From 2013 to 2021, I was full-time on iOS Development. App-o-Mat was the only web development I did. But, now all of the things I want to make are either for the web or best to be done in Python.

I know that making your own CMS is kind of nuts, but if I didn’t do that I wouldn’t know Python and my webdev knowledge would have atrophied. I think using some back-burner (non primary) tech stacks in side-projects might be a good idea—or it least it was for me.

Self-Hosting a Podcast: 2.5 Years Later

It’s been 2.5 years since I started working on a podcast and decided to self-host using the Blubrry WordPress Plugin and S3. Here are my original reasons and current thinking:

  • I want the episodes to be available indefinitely, even if I stop making new ones“: This worked out great since I took a break for 2 years between episode 15 and 16. It would have felt bad paying a bill for something I wasn’t actively doing.
  • I don’t want to pay for just hosting“: The key is “just hosting”. I think there are potentially a lot of things I (as an amateur podcaster) might like to pay for, but I didn’t see anyone offering something I cared about.
  • I don’t care about analytics“: This is the main downside to self-hosting. I rolled my own analytics, but I’m not 100% sure they are correct. The problem is that to get anyone else to do your analytics, you have to send listeners to their URLs, which I am unwilling to do—partly because of the privacy leakage, but mostly because I value my URLs too much. I haven’t found this, but I’d like service I could upload weblogs to and get useful podcast-oriented analytics from.
  • “I have the skills and desire to learn how to self-host“: I don’t think you should self-host unless this is true for you.

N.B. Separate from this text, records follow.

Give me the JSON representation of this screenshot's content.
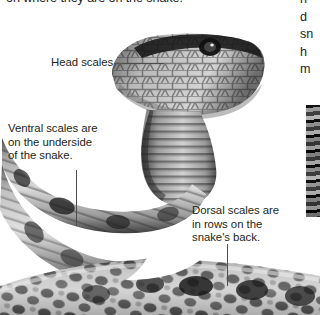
{
  "page": {
    "background_color": "#ffffff",
    "text_color": "#231f20",
    "width": 320,
    "height": 315
  },
  "intro": {
    "clipped_line": "on where they are on the snake."
  },
  "right_column": {
    "clipped_lines": "n\nd\nsn\nh\nm"
  },
  "labels": {
    "head_scales": "Head scales",
    "ventral_scales": "Ventral scales are\non the underside\nof the snake.",
    "dorsal_scales": "Dorsal scales are\nin rows on the\nsnake's back."
  },
  "figure": {
    "leader_lines": [
      {
        "name": "head-scales-leader",
        "orientation": "horizontal"
      },
      {
        "name": "ventral-scales-leader",
        "orientation": "vertical"
      },
      {
        "name": "dorsal-scales-leader",
        "orientation": "vertical"
      }
    ]
  },
  "right_photo": {
    "name": "secondary-photo-strip",
    "description": "clipped grayscale photograph at right page edge"
  }
}
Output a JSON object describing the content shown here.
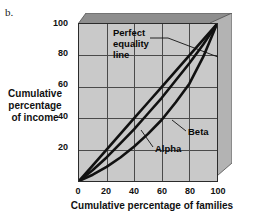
{
  "figure": {
    "label": "b."
  },
  "chart_data": {
    "type": "line",
    "title": "",
    "xlabel": "Cumulative percentage of families",
    "ylabel": "Cumulative percentage of income",
    "xlim": [
      0,
      100
    ],
    "ylim": [
      0,
      100
    ],
    "grid": true,
    "legend_position": "inline-annotations",
    "x_ticks": [
      "0",
      "20",
      "40",
      "60",
      "80",
      "100"
    ],
    "x_tick_values": [
      0,
      20,
      40,
      60,
      80,
      100
    ],
    "y_ticks": [
      "20",
      "40",
      "60",
      "80",
      "100"
    ],
    "y_tick_values": [
      20,
      40,
      60,
      80,
      100
    ],
    "x": [
      0,
      10,
      20,
      30,
      40,
      50,
      60,
      70,
      80,
      90,
      100
    ],
    "series": [
      {
        "name": "Perfect equality line",
        "values": [
          0,
          10,
          20,
          30,
          40,
          50,
          60,
          70,
          80,
          90,
          100
        ]
      },
      {
        "name": "Beta",
        "values": [
          0,
          7,
          15,
          24,
          33,
          43,
          53,
          64,
          75,
          87,
          100
        ]
      },
      {
        "name": "Alpha",
        "values": [
          0,
          4,
          9,
          15,
          22,
          30,
          39,
          50,
          62,
          79,
          100
        ]
      }
    ],
    "annotations": [
      {
        "name": "perfect-equality",
        "lines": [
          "Perfect",
          "equality",
          "line"
        ],
        "points_to": [
          100,
          82
        ]
      },
      {
        "name": "beta",
        "lines": [
          "Beta"
        ],
        "points_to": [
          66,
          54
        ]
      },
      {
        "name": "alpha",
        "lines": [
          "Alpha"
        ],
        "points_to": [
          49,
          30
        ]
      }
    ]
  },
  "colors": {
    "plot_background": "#c9c9c9",
    "page_background": "#ffffff",
    "curve": "#111111",
    "gridline": "#4a4a4a",
    "axis": "#2b2b2b",
    "bevel_top": "#8e8e8e",
    "bevel_right": "#b0b0b0",
    "text": "#111111"
  }
}
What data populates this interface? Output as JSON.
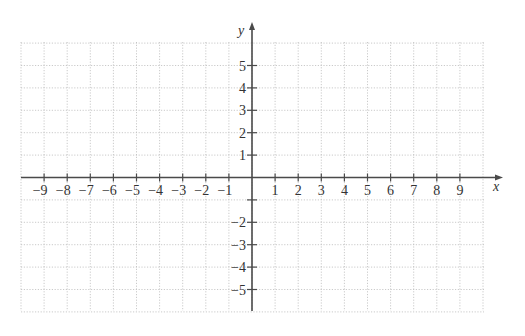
{
  "diagram": {
    "type": "cartesian-coordinate-plane",
    "x_axis": {
      "label": "x",
      "min": -10,
      "max": 10,
      "tick_labels": [
        "−9",
        "−8",
        "−7",
        "−6",
        "−5",
        "−4",
        "−3",
        "−2",
        "−1",
        "1",
        "2",
        "3",
        "4",
        "5",
        "6",
        "7",
        "8",
        "9"
      ],
      "tick_values": [
        -9,
        -8,
        -7,
        -6,
        -5,
        -4,
        -3,
        -2,
        -1,
        1,
        2,
        3,
        4,
        5,
        6,
        7,
        8,
        9
      ]
    },
    "y_axis": {
      "label": "y",
      "min": -6,
      "max": 6,
      "tick_labels": [
        "5",
        "4",
        "3",
        "2",
        "1",
        "−2",
        "−3",
        "−4",
        "−5"
      ],
      "tick_values": [
        5,
        4,
        3,
        2,
        1,
        -2,
        -3,
        -4,
        -5
      ],
      "unlabeled_ticks": [
        -1
      ]
    },
    "grid": {
      "style": "dotted",
      "color": "#bdbdbd"
    },
    "axis_color": "#4a4a4a"
  }
}
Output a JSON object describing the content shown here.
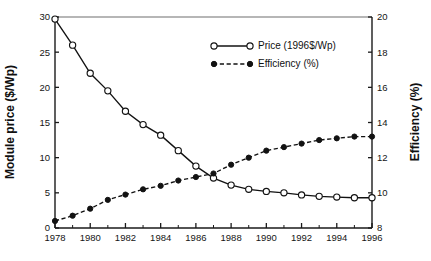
{
  "chart_data": {
    "type": "line",
    "title": "",
    "subtitle": "",
    "xlabel": "",
    "ylabel": "Module price ($/Wp)",
    "y2label": "Efficiency (%)",
    "xlim": [
      1978,
      1996
    ],
    "ylim": [
      0,
      30
    ],
    "y2lim": [
      8,
      20
    ],
    "grid": false,
    "legend_position": "upper-center-right",
    "x": [
      1978,
      1979,
      1980,
      1981,
      1982,
      1983,
      1984,
      1985,
      1986,
      1987,
      1988,
      1989,
      1990,
      1991,
      1992,
      1993,
      1994,
      1995,
      1996
    ],
    "xticklabels": [
      "1978",
      "1980",
      "1982",
      "1984",
      "1986",
      "1988",
      "1990",
      "1992",
      "1994",
      "1996"
    ],
    "xtickvalues": [
      1978,
      1980,
      1982,
      1984,
      1986,
      1988,
      1990,
      1992,
      1994,
      1996
    ],
    "xminorticks": [
      1979,
      1981,
      1983,
      1985,
      1987,
      1989,
      1991,
      1993,
      1995
    ],
    "yticklabels": [
      "0",
      "5",
      "10",
      "15",
      "20",
      "25",
      "30"
    ],
    "ytickvalues": [
      0,
      5,
      10,
      15,
      20,
      25,
      30
    ],
    "y2ticklabels": [
      "8",
      "10",
      "12",
      "14",
      "16",
      "18",
      "20"
    ],
    "y2tickvalues": [
      8,
      10,
      12,
      14,
      16,
      18,
      20
    ],
    "series": [
      {
        "name": "Price (1996$/Wp)",
        "axis": "left",
        "marker": "open-circle",
        "linestyle": "solid",
        "color": "#121212",
        "values": [
          29.7,
          26.0,
          22.0,
          19.5,
          16.6,
          14.7,
          13.2,
          11.0,
          8.8,
          7.1,
          6.1,
          5.5,
          5.2,
          5.0,
          4.7,
          4.5,
          4.4,
          4.3,
          4.3
        ]
      },
      {
        "name": "Efficiency (%)",
        "axis": "right",
        "marker": "filled-circle",
        "linestyle": "dashed",
        "color": "#121212",
        "values": [
          8.4,
          8.7,
          9.1,
          9.6,
          9.9,
          10.2,
          10.4,
          10.7,
          10.9,
          11.1,
          11.6,
          12.0,
          12.4,
          12.6,
          12.8,
          13.0,
          13.1,
          13.2,
          13.2
        ]
      }
    ],
    "legend": [
      {
        "label": "Price (1996$/Wp)",
        "marker": "open-circle",
        "linestyle": "solid"
      },
      {
        "label": "Efficiency (%)",
        "marker": "filled-circle",
        "linestyle": "dashed"
      }
    ]
  }
}
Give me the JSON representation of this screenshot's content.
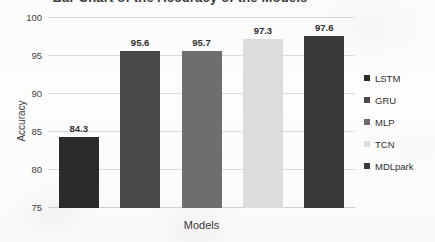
{
  "chart_data": {
    "type": "bar",
    "title": "Bar Chart of the Accuracy of the Models",
    "xlabel": "Models",
    "ylabel": "Accuracy",
    "categories": [
      "LSTM",
      "GRU",
      "MLP",
      "TCN",
      "MDLpark"
    ],
    "values": [
      84.3,
      95.6,
      95.7,
      97.3,
      97.6
    ],
    "value_labels": [
      "84.3",
      "95.6",
      "95.7",
      "97.3",
      "97.6"
    ],
    "ylim": [
      75,
      100
    ],
    "yticks": [
      100,
      95,
      90,
      85,
      80,
      75
    ],
    "ytick_labels": [
      "100",
      "95",
      "90",
      "85",
      "80",
      "75"
    ],
    "grid": true,
    "legend_position": "right",
    "series": [
      {
        "name": "Accuracy",
        "values": [
          84.3,
          95.6,
          95.7,
          97.3,
          97.6
        ]
      }
    ],
    "colors": [
      "#2b2b2b",
      "#4a4a4a",
      "#6e6e6e",
      "#dcdcdc",
      "#3a3a3a"
    ]
  },
  "legend": {
    "items": [
      {
        "label": "LSTM",
        "color": "#2b2b2b"
      },
      {
        "label": "GRU",
        "color": "#4a4a4a"
      },
      {
        "label": "MLP",
        "color": "#6e6e6e"
      },
      {
        "label": "TCN",
        "color": "#dcdcdc"
      },
      {
        "label": "MDLpark",
        "color": "#3a3a3a"
      }
    ]
  }
}
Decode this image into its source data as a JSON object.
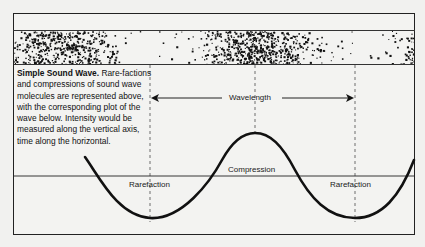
{
  "caption": {
    "title": "Simple Sound Wave.",
    "body": " Rare-factions and compressions of sound wave molecules are represented above, with the corresponding plot of the wave below. Intensity would be measured along the vertical axis, time along the horizontal."
  },
  "labels": {
    "wavelength": "Wavelength",
    "compression": "Compression",
    "rarefaction_left": "Rarefaction",
    "rarefaction_right": "Rarefaction"
  },
  "colors": {
    "ink": "#111111",
    "paper": "#f3f3f1"
  }
}
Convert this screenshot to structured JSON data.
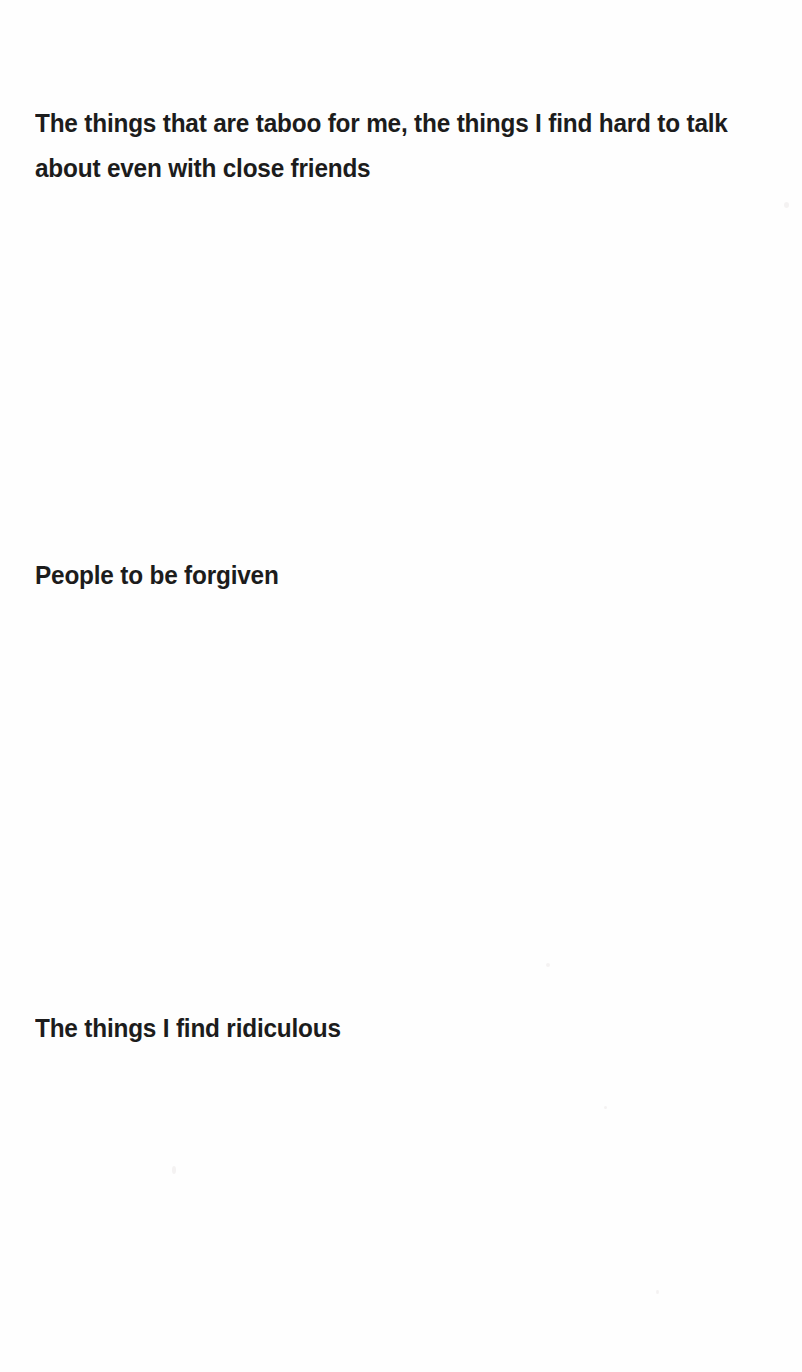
{
  "document": {
    "background_color": "#fefefe",
    "text_color": "#1c1c1c",
    "page_width": 802,
    "page_height": 1372,
    "headings": [
      {
        "id": "taboo",
        "text": "The things that are taboo for me, the things I find hard to talk about even with close friends"
      },
      {
        "id": "forgiven",
        "text": "People to be forgiven"
      },
      {
        "id": "ridiculous",
        "text": "The things I find ridiculous"
      }
    ]
  }
}
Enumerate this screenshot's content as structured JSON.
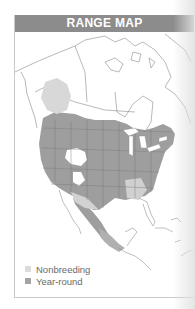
{
  "header": {
    "title": "RANGE MAP"
  },
  "map": {
    "region": "North America",
    "colors": {
      "year_round": "#9e9e9e",
      "nonbreeding": "#d6d6d6",
      "outline": "#8a8a8a",
      "header": "#8c8c8c"
    }
  },
  "legend": {
    "items": [
      {
        "label": "Nonbreeding",
        "color": "#dcdcdc"
      },
      {
        "label": "Year-round",
        "color": "#a3a3a3"
      }
    ]
  }
}
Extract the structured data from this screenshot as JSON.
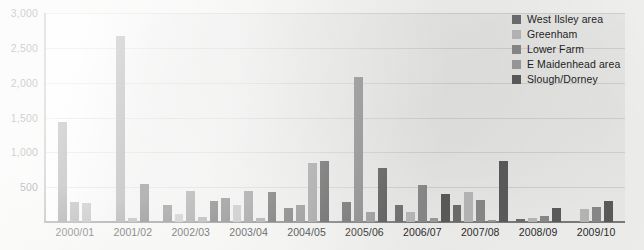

Two years later, I can say that my system is easy to use and never requires any intervention to keep running. I never think about the reliability of S3 or Blubrry. My analytics scripts have needed tweaking, but that has mostly settled down.

Triangle Estimates

I estimate using time, not points. I do this even though I have mostly worked on product development teams inside of companies and not as a contractor for clients.

But, estimation on product development is not as high-stakes an activity as it is if you are billing based on it. The judgement of a successful product development project is based on whether it moves some business needle, not whether it was under budget. The margin on successful product development dwarfs reasonable overruns. There is also a lot of appetite for risk, where we know that we’ll win some and lose some.

That’s not true if the work is for clients. If they pay by the hour, they expect the estimate to be accurate. But there are very few (if any) big software projects that can be accurately estimated. When you’re wrong, you either have to eat it or have a very difficult conversation.

I don’t have a good answer, but I would start with triangle (or three-point) estimates. To use them, you estimate a most-likely estimate and then a best and worst case on either side. The three numbers describe a distribution (see the wikipedia page for how to combine them). The result is an estimate with a error range and a confidence interval. I would recommend sharing that instead of a single number.

The only task management system that I have seen that offers this option is DevStride, which carries three-point estimates throughout its system.

More Page-o-Mat Updates

I am working on making some books for Amazon KDP using Page-o-Mat, so that’s driving feature development right now.

I decided to create cover art using vector drawings, so I added the ability to add a list of drawing objects to a page. I currently support rectangles, ellipses, lines, text, and QR codes. Each object has keys to set stroke, fill, alpha, and other parameters.

A cover in KDP needs to be big enough to support the trim, bleed, and spine, so it ends up that page size is an arbitrary number. I had only supported standard sizes, like A5, Letter, etc. Now Page-o-Mat supports custom sizes and orientation.

I uploaded some books to KDP today. When they are approved, I’ll announce them here.